The Consumer Protection Act 1987 - Guide to Claims For Faulty Products
This Act gives people the right to seek redress for death or injury caused by using defective consumer goods.
The Act also sets out a requirement that all goods for domestic use must be reasonably safe, bearing in mind all the circumstances and the way in which they are intended to be used.
If you have been injured by a faulty product and you were using the product as intended at the time of your accident, it is the Consumer Protection Act that gives you the right to make a compensation claim.
Before the introduction of the Act, and its extension in 1994 to cover all domestic consumer goods, the only way you could make a claim against a supplier for selling you a defective product was to use the Sale of Goods Act, which did not provide the same level of protection for consumers.
The Consumer Protection Act, on the other hand, gave anyone injured by a faulty or defective product the option to make a claim against either the supplier or the manufacturer, as long as the injury or damage caused by the defective product is valued at more than £275.
The definition of a defective product is one where the safety of the product is not up to the level that members of the public are entitled to expect.
However, anyone considering making a claim for faulty products compensation should be aware that just because a product is of poor overall quality, or its manufacturer subsequently makes a safer or superior version, it does not make it unsafe.
To be unsafe a product actually has to cause damage to property or injury to the person using it, even if they are using it as instructed.
When the courts consider a claim for faulty products compensation, they will also look at when the product was made, whether it came with any instructions or warnings and what it is intended to do.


### GOAL OF THE EXERCISE
Read through the data and count the lines that contain the string "name"; give only the result.

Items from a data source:
※ ※ ※
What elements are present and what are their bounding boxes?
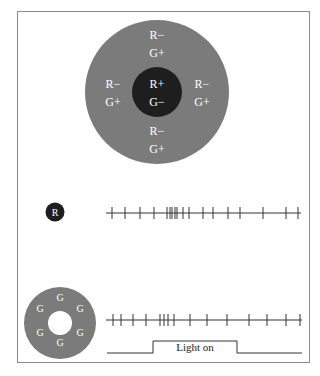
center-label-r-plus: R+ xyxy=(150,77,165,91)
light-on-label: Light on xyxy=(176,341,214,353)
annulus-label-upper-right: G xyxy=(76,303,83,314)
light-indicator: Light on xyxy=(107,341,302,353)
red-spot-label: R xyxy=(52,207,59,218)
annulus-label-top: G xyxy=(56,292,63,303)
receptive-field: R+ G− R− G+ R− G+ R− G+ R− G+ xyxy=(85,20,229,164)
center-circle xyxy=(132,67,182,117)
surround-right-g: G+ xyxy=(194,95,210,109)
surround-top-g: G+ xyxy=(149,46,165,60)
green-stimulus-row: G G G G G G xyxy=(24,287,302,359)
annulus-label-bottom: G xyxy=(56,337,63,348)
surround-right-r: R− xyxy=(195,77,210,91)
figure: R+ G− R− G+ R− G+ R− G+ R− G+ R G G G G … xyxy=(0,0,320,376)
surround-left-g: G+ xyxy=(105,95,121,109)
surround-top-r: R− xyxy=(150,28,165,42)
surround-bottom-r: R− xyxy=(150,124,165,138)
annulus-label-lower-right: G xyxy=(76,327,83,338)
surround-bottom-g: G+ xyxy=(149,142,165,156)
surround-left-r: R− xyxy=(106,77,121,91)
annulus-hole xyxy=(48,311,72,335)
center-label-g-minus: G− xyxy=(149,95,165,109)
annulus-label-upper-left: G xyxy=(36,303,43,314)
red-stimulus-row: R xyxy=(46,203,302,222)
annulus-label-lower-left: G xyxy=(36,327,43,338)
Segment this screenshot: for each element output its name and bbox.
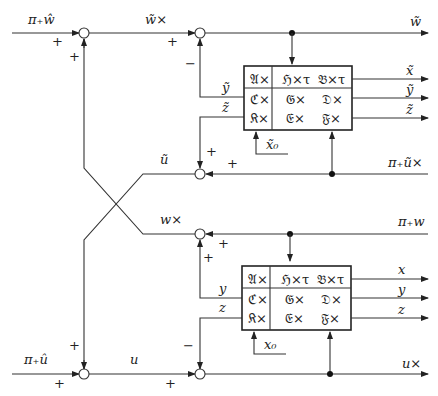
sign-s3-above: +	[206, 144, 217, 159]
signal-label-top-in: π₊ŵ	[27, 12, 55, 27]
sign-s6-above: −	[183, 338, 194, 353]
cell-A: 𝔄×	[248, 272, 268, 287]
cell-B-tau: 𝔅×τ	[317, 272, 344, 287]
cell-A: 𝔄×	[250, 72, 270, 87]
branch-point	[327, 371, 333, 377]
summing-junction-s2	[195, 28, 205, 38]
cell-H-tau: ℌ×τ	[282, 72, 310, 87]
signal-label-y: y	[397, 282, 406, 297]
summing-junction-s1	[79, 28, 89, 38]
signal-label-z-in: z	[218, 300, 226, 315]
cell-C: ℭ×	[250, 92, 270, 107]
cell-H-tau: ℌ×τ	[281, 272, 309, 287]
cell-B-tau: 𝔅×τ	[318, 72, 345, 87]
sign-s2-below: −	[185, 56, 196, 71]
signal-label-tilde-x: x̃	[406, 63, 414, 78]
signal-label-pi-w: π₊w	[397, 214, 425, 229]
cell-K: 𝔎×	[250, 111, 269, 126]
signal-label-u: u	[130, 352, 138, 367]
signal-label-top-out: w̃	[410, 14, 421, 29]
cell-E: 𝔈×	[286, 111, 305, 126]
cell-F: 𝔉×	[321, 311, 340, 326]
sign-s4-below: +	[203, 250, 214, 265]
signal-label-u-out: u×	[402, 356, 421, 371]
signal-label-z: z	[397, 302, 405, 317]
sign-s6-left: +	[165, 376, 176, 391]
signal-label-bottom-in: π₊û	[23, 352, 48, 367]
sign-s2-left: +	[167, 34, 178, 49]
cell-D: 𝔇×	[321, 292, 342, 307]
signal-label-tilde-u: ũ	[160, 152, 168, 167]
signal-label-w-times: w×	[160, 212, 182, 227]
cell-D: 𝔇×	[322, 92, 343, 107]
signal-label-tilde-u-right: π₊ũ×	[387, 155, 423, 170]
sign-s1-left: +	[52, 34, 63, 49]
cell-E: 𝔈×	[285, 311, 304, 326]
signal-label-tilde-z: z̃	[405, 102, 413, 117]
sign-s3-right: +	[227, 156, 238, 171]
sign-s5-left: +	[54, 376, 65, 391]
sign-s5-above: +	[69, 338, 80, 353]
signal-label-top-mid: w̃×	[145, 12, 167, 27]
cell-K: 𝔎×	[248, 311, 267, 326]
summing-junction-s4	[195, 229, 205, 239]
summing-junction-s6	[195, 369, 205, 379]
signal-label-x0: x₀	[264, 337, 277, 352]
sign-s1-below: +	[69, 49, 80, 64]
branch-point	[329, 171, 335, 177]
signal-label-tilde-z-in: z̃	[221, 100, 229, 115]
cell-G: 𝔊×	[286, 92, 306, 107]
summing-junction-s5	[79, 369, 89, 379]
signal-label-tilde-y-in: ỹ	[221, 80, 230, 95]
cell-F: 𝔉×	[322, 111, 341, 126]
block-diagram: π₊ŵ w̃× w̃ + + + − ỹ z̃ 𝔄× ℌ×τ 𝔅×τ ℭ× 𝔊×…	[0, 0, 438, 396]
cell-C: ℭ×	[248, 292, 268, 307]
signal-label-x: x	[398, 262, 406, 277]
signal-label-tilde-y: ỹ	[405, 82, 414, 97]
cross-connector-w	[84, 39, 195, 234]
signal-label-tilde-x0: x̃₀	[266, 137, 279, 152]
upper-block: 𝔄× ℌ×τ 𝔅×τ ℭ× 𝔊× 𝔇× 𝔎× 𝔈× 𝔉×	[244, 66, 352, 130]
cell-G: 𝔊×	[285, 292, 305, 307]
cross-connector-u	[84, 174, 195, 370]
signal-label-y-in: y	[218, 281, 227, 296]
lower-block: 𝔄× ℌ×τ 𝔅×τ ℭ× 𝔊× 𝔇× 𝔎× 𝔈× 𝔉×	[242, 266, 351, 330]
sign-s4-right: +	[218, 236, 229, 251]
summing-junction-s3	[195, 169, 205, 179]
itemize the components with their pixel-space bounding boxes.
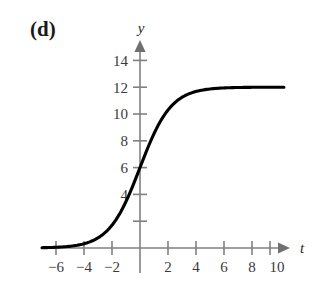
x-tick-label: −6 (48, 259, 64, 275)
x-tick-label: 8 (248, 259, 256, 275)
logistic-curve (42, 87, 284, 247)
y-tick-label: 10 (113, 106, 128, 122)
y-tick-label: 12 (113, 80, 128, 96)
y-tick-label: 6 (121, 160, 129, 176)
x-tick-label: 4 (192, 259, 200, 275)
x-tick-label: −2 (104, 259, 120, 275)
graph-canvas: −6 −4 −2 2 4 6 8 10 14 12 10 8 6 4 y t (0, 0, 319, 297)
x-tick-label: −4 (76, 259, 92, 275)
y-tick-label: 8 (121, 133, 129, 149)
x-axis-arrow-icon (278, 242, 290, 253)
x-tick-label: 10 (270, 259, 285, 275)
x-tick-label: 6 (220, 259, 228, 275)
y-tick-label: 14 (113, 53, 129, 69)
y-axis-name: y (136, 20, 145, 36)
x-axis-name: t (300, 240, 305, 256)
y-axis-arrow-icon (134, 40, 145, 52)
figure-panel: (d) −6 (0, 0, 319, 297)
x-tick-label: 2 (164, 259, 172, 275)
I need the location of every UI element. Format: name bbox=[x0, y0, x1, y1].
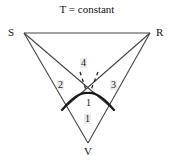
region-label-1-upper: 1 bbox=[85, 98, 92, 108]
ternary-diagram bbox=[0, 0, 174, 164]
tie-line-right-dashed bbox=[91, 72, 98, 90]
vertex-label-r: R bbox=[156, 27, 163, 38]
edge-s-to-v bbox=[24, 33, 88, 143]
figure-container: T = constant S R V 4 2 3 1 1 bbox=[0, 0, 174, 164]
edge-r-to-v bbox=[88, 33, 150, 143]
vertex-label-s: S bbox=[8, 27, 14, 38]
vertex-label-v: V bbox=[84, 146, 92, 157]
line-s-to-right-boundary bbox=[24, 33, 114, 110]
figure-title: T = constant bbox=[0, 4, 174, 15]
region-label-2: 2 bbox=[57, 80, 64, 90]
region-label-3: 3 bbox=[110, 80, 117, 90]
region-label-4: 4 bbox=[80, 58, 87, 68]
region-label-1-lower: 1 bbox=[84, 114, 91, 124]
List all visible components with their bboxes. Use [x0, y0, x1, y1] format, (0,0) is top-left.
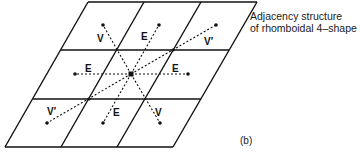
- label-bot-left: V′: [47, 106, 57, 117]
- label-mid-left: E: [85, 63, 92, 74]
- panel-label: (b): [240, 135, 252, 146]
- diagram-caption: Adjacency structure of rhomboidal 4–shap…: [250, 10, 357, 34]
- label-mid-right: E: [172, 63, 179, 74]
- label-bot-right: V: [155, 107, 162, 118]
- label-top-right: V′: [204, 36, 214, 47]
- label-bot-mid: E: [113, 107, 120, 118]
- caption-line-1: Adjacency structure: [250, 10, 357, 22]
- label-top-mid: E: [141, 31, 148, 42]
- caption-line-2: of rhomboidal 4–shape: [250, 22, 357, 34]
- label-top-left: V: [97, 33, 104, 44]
※ ※ ※
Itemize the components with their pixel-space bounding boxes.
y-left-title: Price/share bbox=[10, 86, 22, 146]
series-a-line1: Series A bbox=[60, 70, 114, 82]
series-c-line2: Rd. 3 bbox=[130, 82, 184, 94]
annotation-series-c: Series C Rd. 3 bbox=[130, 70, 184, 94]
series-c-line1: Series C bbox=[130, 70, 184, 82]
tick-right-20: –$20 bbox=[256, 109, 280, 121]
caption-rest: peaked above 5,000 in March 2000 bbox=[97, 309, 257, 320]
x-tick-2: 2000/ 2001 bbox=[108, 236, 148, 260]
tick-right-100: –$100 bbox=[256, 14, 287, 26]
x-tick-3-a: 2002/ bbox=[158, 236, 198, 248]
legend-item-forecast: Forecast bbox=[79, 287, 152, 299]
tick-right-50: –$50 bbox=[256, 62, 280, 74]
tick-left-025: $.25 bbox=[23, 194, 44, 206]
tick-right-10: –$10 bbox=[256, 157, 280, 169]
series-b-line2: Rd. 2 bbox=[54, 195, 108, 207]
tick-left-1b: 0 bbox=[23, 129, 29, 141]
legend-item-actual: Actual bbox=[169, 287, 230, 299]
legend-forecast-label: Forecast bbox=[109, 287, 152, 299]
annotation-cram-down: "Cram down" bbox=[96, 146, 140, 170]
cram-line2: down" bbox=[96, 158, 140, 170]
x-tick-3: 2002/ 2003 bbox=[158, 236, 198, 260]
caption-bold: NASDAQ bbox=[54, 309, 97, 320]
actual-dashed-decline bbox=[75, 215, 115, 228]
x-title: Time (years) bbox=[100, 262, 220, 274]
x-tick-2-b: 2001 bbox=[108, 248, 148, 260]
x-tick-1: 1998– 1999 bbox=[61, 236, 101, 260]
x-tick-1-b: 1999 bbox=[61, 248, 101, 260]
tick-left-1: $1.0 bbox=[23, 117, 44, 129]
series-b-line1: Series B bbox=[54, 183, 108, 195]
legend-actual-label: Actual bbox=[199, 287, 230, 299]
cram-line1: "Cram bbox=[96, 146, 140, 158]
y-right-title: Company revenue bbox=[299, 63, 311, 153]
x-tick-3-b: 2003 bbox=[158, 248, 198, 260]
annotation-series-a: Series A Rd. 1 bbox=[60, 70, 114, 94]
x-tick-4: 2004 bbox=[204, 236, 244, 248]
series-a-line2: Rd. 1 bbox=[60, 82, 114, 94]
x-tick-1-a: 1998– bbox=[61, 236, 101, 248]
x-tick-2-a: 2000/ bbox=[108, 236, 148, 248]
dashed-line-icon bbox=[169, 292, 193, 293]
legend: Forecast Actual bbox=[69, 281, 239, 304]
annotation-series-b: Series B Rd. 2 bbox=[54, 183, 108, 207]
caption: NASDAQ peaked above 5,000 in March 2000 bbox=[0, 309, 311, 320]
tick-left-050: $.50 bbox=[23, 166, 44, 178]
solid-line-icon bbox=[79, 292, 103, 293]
※ ※ ※
### EXERCISE RESPONSE
4